Dan Boone wrote:Yay! Dragonflies are awesome and I love to watch the baby ones launching from my garden reed containers.
That said, I have found that kiddie pools are too fragile; they spring leaks at the drop of a hat.
My favorite thing to use for this is those turtle-shaped plastic vessels sold as kiddie sandboxes; utterly indestructible. About $30 new but I buy them at garage sales for much less.
If dragonflies are the only goal, it’s possible to dispense with the tricky/fiddly pump system. A micropond with vigorous plant growth will “eat” the nutrients that support choking algae overgrowth; you’ll have algae, but not a sold mass of slime. Frogs (essential to keeping mosquito larvae out of the system) won’t mind. But it won’t be as pretty as an aerated system.
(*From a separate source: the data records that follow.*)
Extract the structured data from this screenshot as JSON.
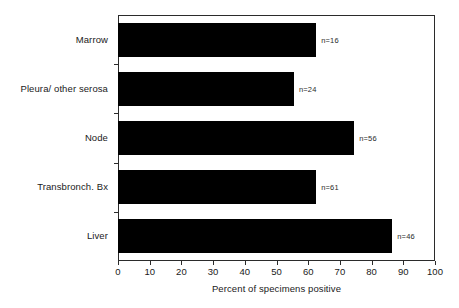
{
  "chart_data": {
    "type": "bar",
    "orientation": "horizontal",
    "title": "",
    "xlabel": "Percent of specimens positive",
    "ylabel": "",
    "xlim": [
      0,
      100
    ],
    "xticks": [
      0,
      10,
      20,
      30,
      40,
      50,
      60,
      70,
      80,
      90,
      100
    ],
    "grid": false,
    "legend": false,
    "categories": [
      "Marrow",
      "Pleura/ other serosa",
      "Node",
      "Transbronch. Bx",
      "Liver"
    ],
    "values": [
      62.5,
      55.5,
      74.5,
      62.5,
      86.5
    ],
    "annotations": [
      "n=16",
      "n=24",
      "n=56",
      "n=61",
      "n=46"
    ],
    "bar_color": "#000000",
    "axis_color": "#2b2b2b"
  },
  "bars": [
    {
      "label": "Marrow",
      "value": 62.5,
      "n_label": "n=16"
    },
    {
      "label": "Pleura/ other serosa",
      "value": 55.5,
      "n_label": "n=24"
    },
    {
      "label": "Node",
      "value": 74.5,
      "n_label": "n=56"
    },
    {
      "label": "Transbronch. Bx",
      "value": 62.5,
      "n_label": "n=61"
    },
    {
      "label": "Liver",
      "value": 86.5,
      "n_label": "n=46"
    }
  ],
  "xaxis": {
    "title": "Percent of specimens positive",
    "ticks": [
      "0",
      "10",
      "20",
      "30",
      "40",
      "50",
      "60",
      "70",
      "80",
      "90",
      "100"
    ]
  }
}
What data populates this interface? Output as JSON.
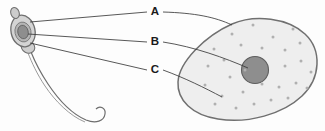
{
  "diagram": {
    "background_color": "#fdfdfd",
    "labels": [
      {
        "id": "A",
        "text": "A",
        "x": 155,
        "y": 12
      },
      {
        "id": "B",
        "text": "B",
        "x": 155,
        "y": 42
      },
      {
        "id": "C",
        "text": "C",
        "x": 155,
        "y": 70
      }
    ],
    "leader_lines": [
      {
        "name": "leader-line-a-left",
        "from_label": "A",
        "path": "M 147 12 L 30 22",
        "points_to": "sperm-acrosome"
      },
      {
        "name": "leader-line-a-right",
        "from_label": "A",
        "path": "M 163 12 C 195 13 215 17 232 25",
        "points_to": "egg-membrane"
      },
      {
        "name": "leader-line-b-left",
        "from_label": "B",
        "path": "M 147 42 L 28 34",
        "points_to": "sperm-nucleus"
      },
      {
        "name": "leader-line-b-right",
        "from_label": "B",
        "path": "M 163 42 C 195 47 225 58 248 68",
        "points_to": "egg-nucleus"
      },
      {
        "name": "leader-line-c-left",
        "from_label": "C",
        "path": "M 147 70 L 30 43",
        "points_to": "sperm-midpiece"
      },
      {
        "name": "leader-line-c-right",
        "from_label": "C",
        "path": "M 163 70 C 185 78 205 88 222 97",
        "points_to": "egg-cytoplasm"
      }
    ],
    "sperm": {
      "name": "sperm-cell",
      "head_fill": "#cfcfcf",
      "head_stroke": "#707070",
      "nucleus_fill": "#8e8e8e",
      "nucleus_stroke": "#646464",
      "tail_stroke": "#6e6e6e",
      "acrosome_cap": true
    },
    "egg": {
      "name": "egg-cell",
      "body_fill": "#eeeeee",
      "body_stroke": "#707070",
      "nucleus_fill": "#8e8e8e",
      "nucleus_stroke": "#5e5e5e",
      "granule_fill": "#b8b8b8",
      "granule_count": 28,
      "granules": [
        [
          232,
          34
        ],
        [
          253,
          25
        ],
        [
          273,
          37
        ],
        [
          293,
          29
        ],
        [
          214,
          49
        ],
        [
          241,
          45
        ],
        [
          262,
          48
        ],
        [
          285,
          50
        ],
        [
          300,
          43
        ],
        [
          208,
          66
        ],
        [
          224,
          60
        ],
        [
          230,
          77
        ],
        [
          285,
          66
        ],
        [
          301,
          61
        ],
        [
          311,
          72
        ],
        [
          243,
          92
        ],
        [
          262,
          84
        ],
        [
          279,
          87
        ],
        [
          296,
          83
        ],
        [
          205,
          85
        ],
        [
          222,
          96
        ],
        [
          254,
          104
        ],
        [
          271,
          100
        ],
        [
          288,
          98
        ],
        [
          236,
          108
        ],
        [
          215,
          104
        ],
        [
          307,
          88
        ],
        [
          245,
          70
        ]
      ]
    }
  }
}
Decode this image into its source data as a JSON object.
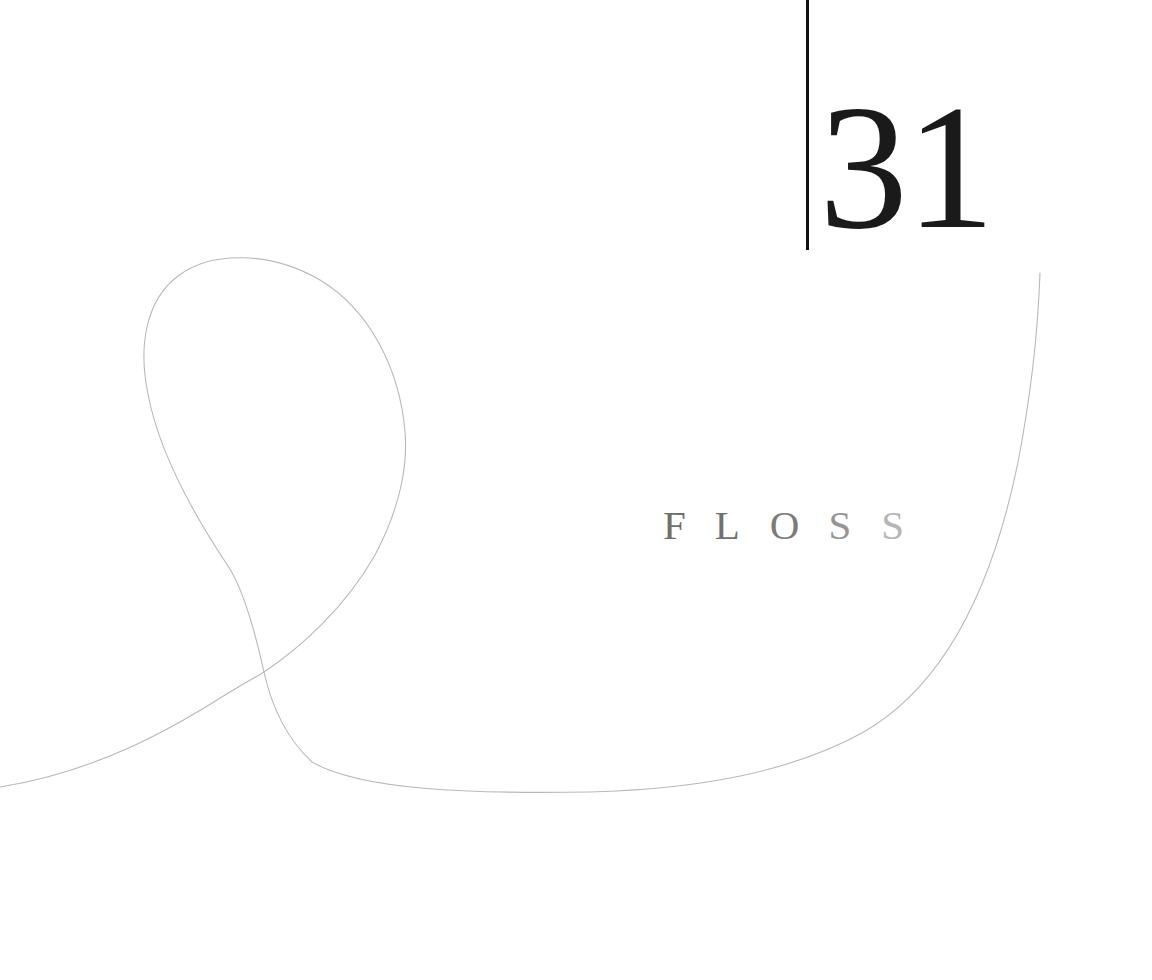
{
  "page": {
    "background_color": "#ffffff",
    "width": 1152,
    "height": 980
  },
  "folio": {
    "number": "31",
    "rule_color": "#111111",
    "number_color": "#1a1a1a"
  },
  "wordmark": {
    "text": "FLOSS",
    "letters": [
      {
        "char": "F",
        "color": "#6f6f6f",
        "spacing_after": 29
      },
      {
        "char": "L",
        "color": "#717171",
        "spacing_after": 30
      },
      {
        "char": "O",
        "color": "#7b7b7b",
        "spacing_after": 29
      },
      {
        "char": "S",
        "color": "#969696",
        "spacing_after": 30
      },
      {
        "char": "S",
        "color": "#b6b6b6",
        "spacing_after": 0
      }
    ]
  },
  "ribbon": {
    "stroke_color": "#b9b9bd",
    "stroke_width": 1.1,
    "description": "single continuous hairline ribbon forming a teardrop loop at left that crosses itself and sweeps right and upward",
    "path": "M 0 787 C 95 772 170 730 225 695 C 248 681 256 677 264 672 C 300 648 345 608 375 555 C 400 508 408 465 405 432 C 400 370 370 310 320 280 C 272 252 212 250 178 276 C 146 300 138 346 148 394 C 158 448 188 506 228 566 C 240 584 252 618 264 672 C 272 708 286 738 312 762 C 360 790 470 794 590 792 C 700 789 790 772 862 733 C 938 690 990 600 1018 462 C 1030 400 1038 330 1040 273"
  }
}
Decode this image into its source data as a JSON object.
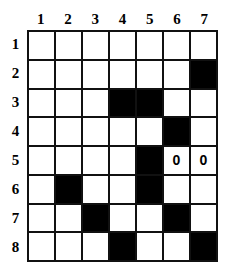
{
  "figure": {
    "kind": "grid-puzzle",
    "columns": 7,
    "rows": 8,
    "colors": {
      "filled": "#000000",
      "empty": "#ffffff",
      "line": "#111111",
      "text": "#000000"
    }
  },
  "column_headers": [
    "1",
    "2",
    "3",
    "4",
    "5",
    "6",
    "7"
  ],
  "row_headers": [
    "1",
    "2",
    "3",
    "4",
    "5",
    "6",
    "7",
    "8"
  ],
  "grid": {
    "cells": [
      [
        {
          "state": "empty",
          "mark": ""
        },
        {
          "state": "empty",
          "mark": ""
        },
        {
          "state": "empty",
          "mark": ""
        },
        {
          "state": "empty",
          "mark": ""
        },
        {
          "state": "empty",
          "mark": ""
        },
        {
          "state": "empty",
          "mark": ""
        },
        {
          "state": "empty",
          "mark": ""
        }
      ],
      [
        {
          "state": "empty",
          "mark": ""
        },
        {
          "state": "empty",
          "mark": ""
        },
        {
          "state": "empty",
          "mark": ""
        },
        {
          "state": "empty",
          "mark": ""
        },
        {
          "state": "empty",
          "mark": ""
        },
        {
          "state": "empty",
          "mark": ""
        },
        {
          "state": "filled",
          "mark": ""
        }
      ],
      [
        {
          "state": "empty",
          "mark": ""
        },
        {
          "state": "empty",
          "mark": ""
        },
        {
          "state": "empty",
          "mark": ""
        },
        {
          "state": "filled",
          "mark": ""
        },
        {
          "state": "filled",
          "mark": ""
        },
        {
          "state": "empty",
          "mark": ""
        },
        {
          "state": "empty",
          "mark": ""
        }
      ],
      [
        {
          "state": "empty",
          "mark": ""
        },
        {
          "state": "empty",
          "mark": ""
        },
        {
          "state": "empty",
          "mark": ""
        },
        {
          "state": "empty",
          "mark": ""
        },
        {
          "state": "empty",
          "mark": ""
        },
        {
          "state": "filled",
          "mark": ""
        },
        {
          "state": "empty",
          "mark": ""
        }
      ],
      [
        {
          "state": "empty",
          "mark": ""
        },
        {
          "state": "empty",
          "mark": ""
        },
        {
          "state": "empty",
          "mark": ""
        },
        {
          "state": "empty",
          "mark": ""
        },
        {
          "state": "filled",
          "mark": ""
        },
        {
          "state": "empty",
          "mark": "0"
        },
        {
          "state": "empty",
          "mark": "0"
        }
      ],
      [
        {
          "state": "empty",
          "mark": ""
        },
        {
          "state": "filled",
          "mark": ""
        },
        {
          "state": "empty",
          "mark": ""
        },
        {
          "state": "empty",
          "mark": ""
        },
        {
          "state": "filled",
          "mark": ""
        },
        {
          "state": "empty",
          "mark": ""
        },
        {
          "state": "empty",
          "mark": ""
        }
      ],
      [
        {
          "state": "empty",
          "mark": ""
        },
        {
          "state": "empty",
          "mark": ""
        },
        {
          "state": "filled",
          "mark": ""
        },
        {
          "state": "empty",
          "mark": ""
        },
        {
          "state": "empty",
          "mark": ""
        },
        {
          "state": "filled",
          "mark": ""
        },
        {
          "state": "empty",
          "mark": ""
        }
      ],
      [
        {
          "state": "empty",
          "mark": ""
        },
        {
          "state": "empty",
          "mark": ""
        },
        {
          "state": "empty",
          "mark": ""
        },
        {
          "state": "filled",
          "mark": ""
        },
        {
          "state": "empty",
          "mark": ""
        },
        {
          "state": "empty",
          "mark": ""
        },
        {
          "state": "filled",
          "mark": ""
        }
      ]
    ]
  }
}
In my experience dragonflies like tall reedy plants that rise out of water. The two that work in my climate with zero care or attention are chinese water chestnut (edible, but takes careful culture to get large and tasty) and “horsetail” (Tall Scouring-Rush, Equisetum hyemale.)
Good luck with your project!
Thanks, and yeah I edited out my kiddie pool thought just as you posted this. Just saw a video that showed how using a pond liner allows different depths which is important to manage temp.
It gets HOT here and in the summer a full kiddie pool becomes very warm (bathwater warm) which means there is probably little to no oxygen, I worry that will make it an inhospitable place for dragon fly larvae, or possibly even little frogs if they show up, or just turn into a toxic algae puddle. That is why I want a bubbler, to keep the oxygen level higher plus it will sound nice.
Thanks for the tips on plants! I tried to look into which plants would stay a reasonable size and wasn't sure.